The problem, said the neighbor, was that trials were being postponed so often that he could not afford to give the time off to his employees to appear as witnesses. He told Rhodes that he has resorted, reluctantly, to dealing with his shoplifting problem on his own. From now on, the neighbor said, instead of calling the police, he would handle any shoplifting of merchandise worth less than $20 dollars himself, without law enforcement and the criminal justice system.

Rhodes believes that we could probably find many more store managers, owners and even non-business citizens that share the same sentiment as his neighbor. "Many crimes go unreported for various reasons," says Rhodes, "but one of the larger reasons is that people did not have the time to deal with the criminal justice system - just too confusing and too much time out of their schedule. It's just easier to buy a new bike, camera, etc."

The traditional way court leaders might handle this problem is by commissioning, that is, by creating a commission or blue-ribbon panel to look into the problem or commissioning a study of eroding public trust and confidence in the courts. There would be a lot of hand-wringing and grave pronouncements followed, in good time, by recommendations for transformation and reform on a grand scale (assuming, of course, that there’s the money to do it all).

Trial Date Certainty

Instead, Mr. Rhodes and his colleagues in the Twentieth Circuit are heading to a simpler solution along the performance measurement route. Rhodes is part of a Circuit-wide effort involving the major justice system partners in the Twentieth Judicial Circuit – the courts, the clerk’s offices, public defenders, law enforcement and jail representatives, probation and pretrial services. The group is defining the problem highlighted by Mr. Rhodes’ neighbor in a less ambiguous, more focused, and certainly more actionable way than the traditional “commissioning” approach.

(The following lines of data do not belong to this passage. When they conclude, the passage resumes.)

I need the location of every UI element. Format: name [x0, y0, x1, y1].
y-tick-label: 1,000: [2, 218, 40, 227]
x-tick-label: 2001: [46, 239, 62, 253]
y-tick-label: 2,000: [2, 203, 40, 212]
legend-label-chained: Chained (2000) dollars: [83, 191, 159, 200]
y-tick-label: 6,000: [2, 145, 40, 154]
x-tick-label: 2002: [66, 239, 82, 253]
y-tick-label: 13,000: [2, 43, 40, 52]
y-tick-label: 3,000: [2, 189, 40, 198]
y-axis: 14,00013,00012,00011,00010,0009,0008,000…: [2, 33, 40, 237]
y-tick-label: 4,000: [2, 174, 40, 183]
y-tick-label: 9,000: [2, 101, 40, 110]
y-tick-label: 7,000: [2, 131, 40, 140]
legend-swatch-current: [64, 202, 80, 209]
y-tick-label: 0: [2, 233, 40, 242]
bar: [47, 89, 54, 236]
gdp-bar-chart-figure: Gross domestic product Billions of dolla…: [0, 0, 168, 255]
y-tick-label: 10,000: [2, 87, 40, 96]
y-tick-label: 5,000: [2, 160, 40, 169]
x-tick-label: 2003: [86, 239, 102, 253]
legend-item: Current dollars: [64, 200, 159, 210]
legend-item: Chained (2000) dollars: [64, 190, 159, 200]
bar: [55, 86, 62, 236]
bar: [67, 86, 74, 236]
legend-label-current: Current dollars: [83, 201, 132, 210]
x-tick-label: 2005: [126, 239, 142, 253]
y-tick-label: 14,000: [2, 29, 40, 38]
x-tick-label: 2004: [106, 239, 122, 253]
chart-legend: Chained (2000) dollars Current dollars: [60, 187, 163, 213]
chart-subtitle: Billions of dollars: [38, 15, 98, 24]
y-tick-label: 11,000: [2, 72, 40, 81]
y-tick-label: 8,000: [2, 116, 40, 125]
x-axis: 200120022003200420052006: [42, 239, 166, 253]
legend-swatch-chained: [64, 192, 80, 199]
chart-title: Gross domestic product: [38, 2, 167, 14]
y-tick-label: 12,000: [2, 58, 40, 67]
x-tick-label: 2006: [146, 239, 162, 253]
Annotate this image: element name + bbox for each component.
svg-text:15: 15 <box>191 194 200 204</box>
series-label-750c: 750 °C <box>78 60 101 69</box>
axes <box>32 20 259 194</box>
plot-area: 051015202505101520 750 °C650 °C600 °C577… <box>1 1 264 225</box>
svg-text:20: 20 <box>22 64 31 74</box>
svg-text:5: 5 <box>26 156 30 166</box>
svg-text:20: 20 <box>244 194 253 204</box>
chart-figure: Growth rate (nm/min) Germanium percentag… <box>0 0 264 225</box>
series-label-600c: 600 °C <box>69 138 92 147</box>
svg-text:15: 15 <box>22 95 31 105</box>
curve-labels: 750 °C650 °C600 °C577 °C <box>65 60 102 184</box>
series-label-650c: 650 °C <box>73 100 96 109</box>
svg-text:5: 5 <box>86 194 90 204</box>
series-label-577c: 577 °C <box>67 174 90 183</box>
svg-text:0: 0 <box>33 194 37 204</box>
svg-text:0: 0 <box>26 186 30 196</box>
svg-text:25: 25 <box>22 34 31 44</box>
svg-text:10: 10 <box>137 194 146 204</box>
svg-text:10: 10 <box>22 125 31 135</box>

The Twentieth Circuit is currently developing and testing a trial date certainty index, a measure of the certainty with which trials are held when scheduled, expressed as the number of trial settings per trial by case and trial type or category. (Full disclosure: My colleagues and I at the National Center for State Courts’ Court Consulting Services are helping.)

This performance measure, which is among the arsenal of measures in the CourTools designed by the National Center, is an indicator of the certainty, predictability, timeliness and efficiency of case processing. Required data elements are the total number of trials disposed or resolved by case (e.g., criminal) and trial (e.g., plea) type or category, and the number of times those same trials appear on the court’s trial calendar. For example, if a total of 50 trials were held in a given period of time and the total number of times those 50 trials appeared on the trial calendar is 218, the trial date certainty index would be 218 divided by 50 = 4.36 (this is a hypothetical example, not the Circuit’s actual performance).

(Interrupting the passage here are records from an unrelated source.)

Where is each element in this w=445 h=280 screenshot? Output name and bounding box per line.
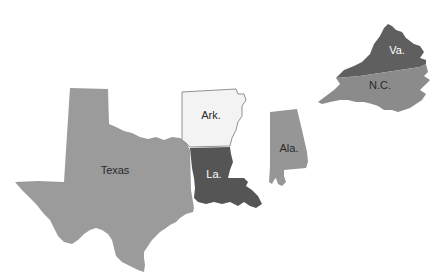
state-alabama[interactable]: Ala. (269, 109, 308, 186)
north-carolina-label: N.C. (369, 79, 391, 91)
state-louisiana[interactable]: La. (190, 147, 262, 208)
state-arkansas[interactable]: Ark. (182, 89, 246, 147)
virginia-label: Va. (389, 44, 405, 56)
alabama-label: Ala. (280, 142, 299, 154)
state-map: Texas Ark. La. Ala. Va. N.C. (0, 0, 445, 280)
texas-shape (15, 88, 194, 272)
state-texas[interactable]: Texas (15, 88, 194, 272)
louisiana-label: La. (206, 168, 221, 180)
texas-label: Texas (101, 164, 130, 176)
louisiana-shape (190, 147, 262, 208)
arkansas-label: Ark. (201, 109, 221, 121)
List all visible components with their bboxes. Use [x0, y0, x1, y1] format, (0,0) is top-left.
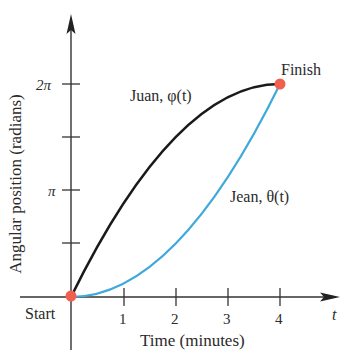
y-tick-2pi: 2π [36, 77, 52, 93]
jean-label: Jean, θ(t) [230, 188, 289, 206]
juan-label: Juan, φ(t) [130, 87, 192, 105]
start-point [66, 291, 77, 302]
x-tick-4: 4 [275, 311, 283, 327]
finish-label: Finish [281, 61, 321, 78]
x-axis-var: t [332, 306, 337, 323]
x-tick-2: 2 [171, 311, 179, 327]
y-axis-title: Angular position (radians) [6, 94, 25, 273]
finish-point [275, 79, 286, 90]
x-axis-title: Time (minutes) [140, 331, 245, 350]
y-tick-pi: π [48, 183, 56, 199]
start-label: Start [25, 305, 56, 322]
x-tick-3: 3 [223, 311, 231, 327]
chart: 2π π 1 2 3 4 t Start Finish Juan, φ(t) J… [0, 0, 342, 352]
x-tick-1: 1 [119, 311, 127, 327]
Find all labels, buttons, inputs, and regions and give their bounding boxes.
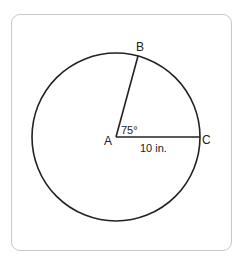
radius-label: 10 in. [140,142,167,154]
circle-diagram: B A C 75° 10 in. [0,0,244,258]
label-a: A [104,134,112,148]
label-c: C [202,133,211,147]
angle-label: 75° [121,124,138,136]
label-b: B [136,40,144,54]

The plan is to take the baseline of the average trial date certainty index Circuit-wide, slice and dice this average by case type and trial type, and by location, and then look for opportunities for improvements. This is where performance measures lend themselves to absolute clarity and focus.

At the outset, the Circuit’s leaders and managers might ask themselves if the baseline levels Circuit-wide, and for particular case and trial types, and in particular locations (the Twentieth Judicial Circuit encompasses five counties) are satisfactory, and then set appropriate short and long term performance goals and targets for the Circuit as a whole, and for case types, trial types, and different locations. For example, a short term goal might be to reduce the trial date certainty index below 4.0 Circuit-wide in six months, and reach the long-term goal of 2.0 or below in two years.

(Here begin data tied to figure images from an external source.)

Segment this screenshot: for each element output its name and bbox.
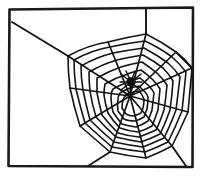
spider-web-illustration [0,0,202,176]
anchor-thread-top-left [12,22,68,56]
spider-web-drawing [0,0,202,176]
spider [120,71,142,93]
spider-abdomen [127,78,136,87]
anchor-thread-bottom-left [88,152,110,166]
anchor-threads [12,9,192,166]
anchor-thread-bottom-right [172,146,186,166]
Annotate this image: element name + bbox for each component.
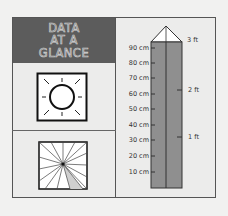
- cm-label-70: 70 cm: [115, 74, 149, 82]
- cm-label-90: 90 cm: [115, 44, 149, 52]
- ft-label-1: 1 ft: [188, 133, 199, 141]
- cm-label-30: 30 cm: [115, 136, 149, 144]
- cm-label-60: 60 cm: [115, 90, 149, 98]
- cm-label-20: 20 cm: [115, 152, 149, 160]
- cm-label-10: 10 cm: [115, 168, 149, 176]
- ft-label-2: 2 ft: [188, 86, 199, 94]
- sun-icon: [36, 72, 88, 122]
- cm-label-80: 80 cm: [115, 59, 149, 67]
- title-line-3: GLANCE: [39, 47, 89, 60]
- height-ruler-graphic: [148, 24, 186, 190]
- horizontal-divider: [12, 130, 116, 131]
- title-banner: DATA AT A GLANCE: [13, 18, 115, 63]
- cm-label-50: 50 cm: [115, 105, 149, 113]
- pinwheel-icon: [38, 141, 88, 190]
- ft-label-3: 3 ft: [187, 36, 198, 44]
- cm-label-40: 40 cm: [115, 121, 149, 129]
- title-line-2: AT A: [50, 34, 78, 47]
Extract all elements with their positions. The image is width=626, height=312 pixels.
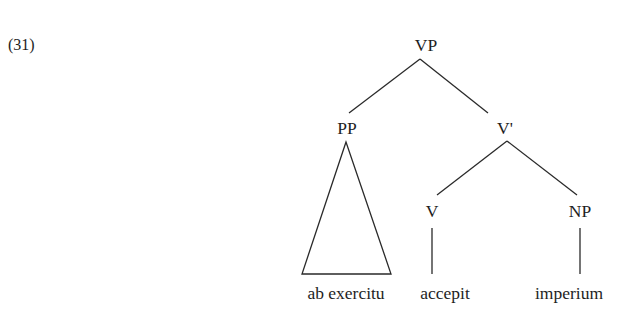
branch-vp-pp	[349, 59, 420, 113]
node-pp: PP	[337, 118, 357, 138]
leaf-ab-exercitu: ab exercitu	[307, 283, 384, 303]
node-np: NP	[569, 201, 592, 221]
node-vp: VP	[415, 35, 438, 55]
node-v: V	[426, 201, 439, 221]
leaf-imperium: imperium	[535, 283, 603, 303]
pp-triangle	[302, 142, 391, 274]
syntax-tree: VP PP V' V NP ab exercitu accepit imperi…	[0, 0, 626, 312]
branch-vbar-v	[437, 141, 507, 195]
leaf-accepit: accepit	[420, 283, 470, 303]
branch-vbar-np	[507, 141, 577, 195]
branch-vp-vbar	[420, 59, 488, 113]
node-vbar: V'	[497, 118, 513, 138]
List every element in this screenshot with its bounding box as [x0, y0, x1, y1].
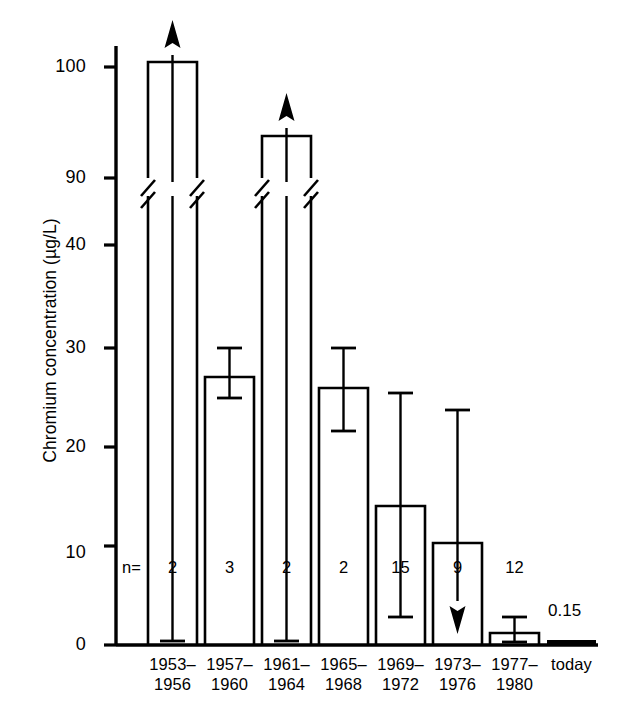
n-value-1969-1972: 15 — [376, 558, 425, 577]
x-label-line2: 1980 — [477, 674, 552, 694]
bar-group-today[interactable] — [547, 640, 596, 645]
arrow-up-1961 — [279, 93, 295, 121]
bar-group-1965-1968[interactable] — [319, 348, 368, 645]
bar-group-1977-1980[interactable] — [490, 617, 539, 645]
arrow-up-1953 — [165, 20, 181, 48]
bar-group-1973-1976[interactable] — [433, 410, 482, 645]
n-value-1977-1980: 12 — [490, 558, 539, 577]
today-value-annotation: 0.15 — [548, 601, 581, 621]
bar-group-1953-1956[interactable] — [141, 20, 204, 645]
n-value-1953-1956: 2 — [148, 558, 197, 577]
bar-body-today — [547, 640, 596, 645]
bar-body-1957 — [205, 377, 254, 645]
plot-canvas — [0, 0, 624, 716]
x-label-line1: today — [534, 654, 609, 674]
n-value-1961-1964: 2 — [262, 558, 311, 577]
bar-group-1969-1972[interactable] — [376, 393, 425, 645]
arrow-down-1973 — [450, 606, 466, 634]
chart-figure: ˙˙ Chromium concentration (µg/L) 100 90 … — [0, 0, 624, 716]
n-value-1973-1976: 9 — [433, 558, 482, 577]
y-axis-ticks — [104, 67, 116, 645]
n-prefix-label: n= — [122, 558, 141, 577]
bar-group-1957-1960[interactable] — [205, 348, 254, 645]
n-value-1965-1968: 2 — [319, 558, 368, 577]
x-label-today: today — [534, 654, 609, 674]
n-value-1957-1960: 3 — [205, 558, 254, 577]
axis-lines — [116, 46, 598, 645]
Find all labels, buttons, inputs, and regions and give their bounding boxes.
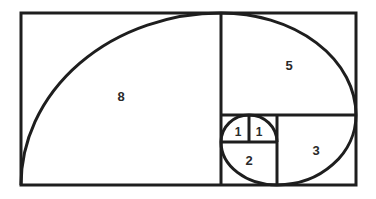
- fibonacci-diagram: 8 5 3 2 1 1: [0, 0, 376, 199]
- spiral-arc-1b: [249, 115, 277, 142]
- square-label-3: 3: [312, 143, 319, 158]
- square-label-1a: 1: [235, 125, 242, 139]
- square-label-5: 5: [285, 58, 292, 73]
- square-label-1b: 1: [256, 125, 263, 139]
- square-label-8: 8: [117, 89, 124, 104]
- outer-rectangle: [21, 13, 356, 185]
- square-label-2: 2: [245, 153, 252, 168]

Sidestepping Sticky Issues

Commitment to a focused, unambiguous, and actionable performance measure is a way to sidestep sticky issues of institutional differences and governance and, perhaps, deal with them once successful joint effort is achieved around a decrease in the trial date certainty index. The power of the performance measure is that it helps people focus and get right to work without having to spend an eternity rehashing the back-story of institutional differences.